● **EXERCISE DESCRIPTION**: The reply is to be the lines from the one with "pyautogui.click(x=<x>, y=<y>)" through the last line of the records below, each retyped exactly, with pictures left out.

● **Stored records**:
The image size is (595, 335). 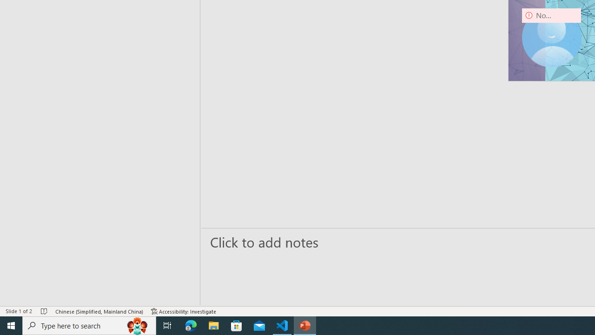 What do you see at coordinates (551, 37) in the screenshot?
I see `Camera 9, No camera detected.` at bounding box center [551, 37].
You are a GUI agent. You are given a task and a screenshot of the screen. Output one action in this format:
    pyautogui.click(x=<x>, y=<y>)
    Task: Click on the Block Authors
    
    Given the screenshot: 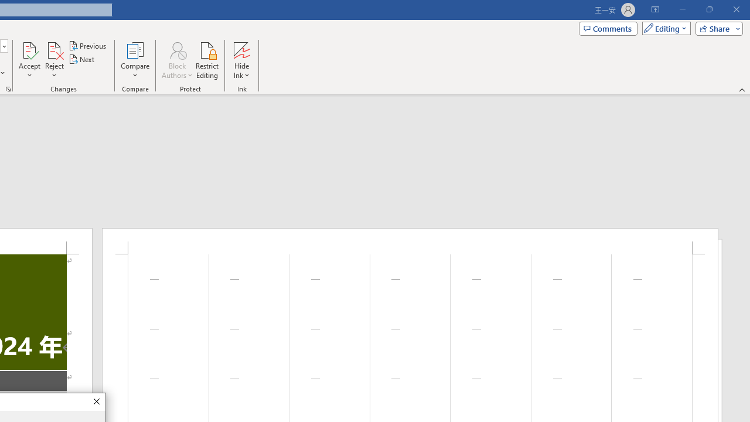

● **EXERCISE OUTPUT**:
    pyautogui.click(x=<x>, y=<y>)
    Task: Click on the Block Authors
    
    Given the screenshot: 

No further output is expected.